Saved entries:

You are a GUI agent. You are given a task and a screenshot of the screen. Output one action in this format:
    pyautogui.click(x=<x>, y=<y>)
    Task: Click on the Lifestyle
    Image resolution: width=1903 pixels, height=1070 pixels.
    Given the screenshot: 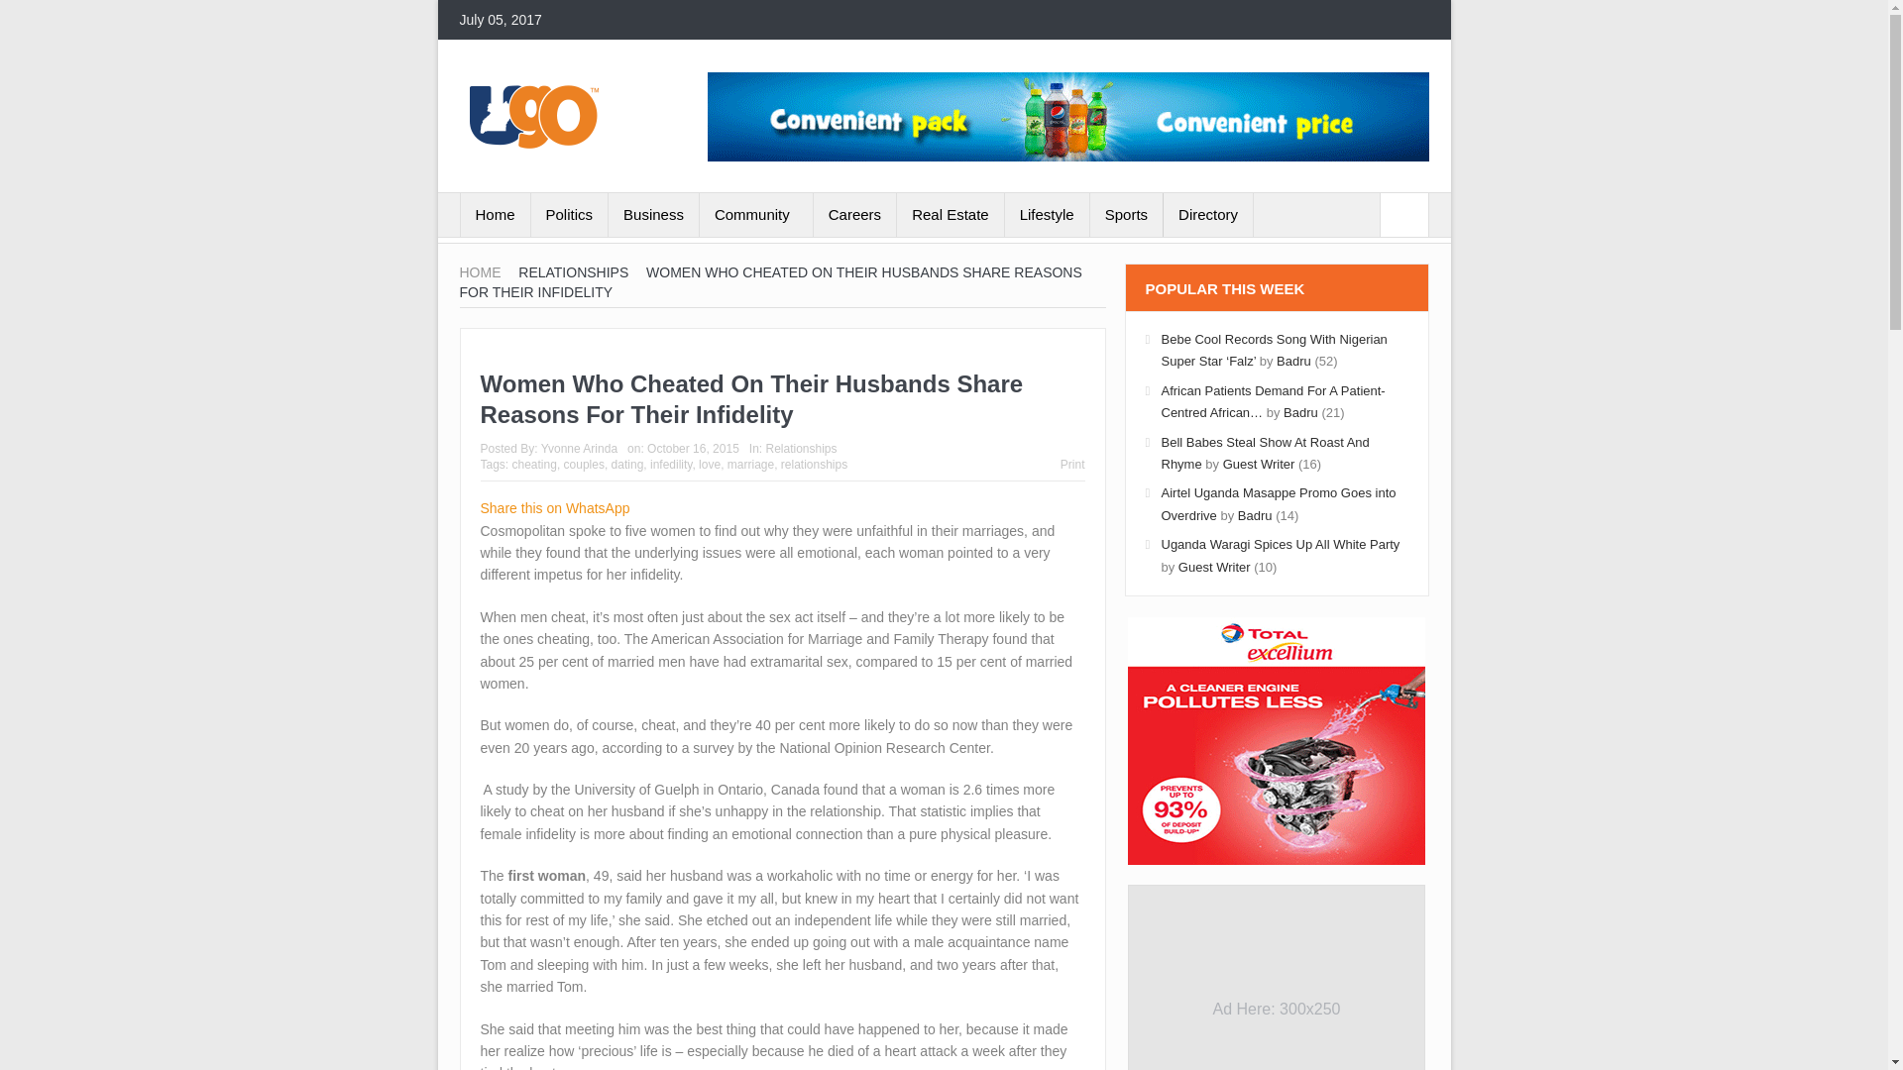 What is the action you would take?
    pyautogui.click(x=1047, y=214)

TASK BRIEF:
Please output an exact copy of the lines above, from the opening line of the data down to the line that contains "Image resolution: width=1903".

EXERCISE RESULT:
You are a GUI agent. You are given a task and a screenshot of the screen. Output one action in this format:
    pyautogui.click(x=<x>, y=<y>)
    Task: Click on the Lifestyle
    Image resolution: width=1903 pixels, height=1070 pixels.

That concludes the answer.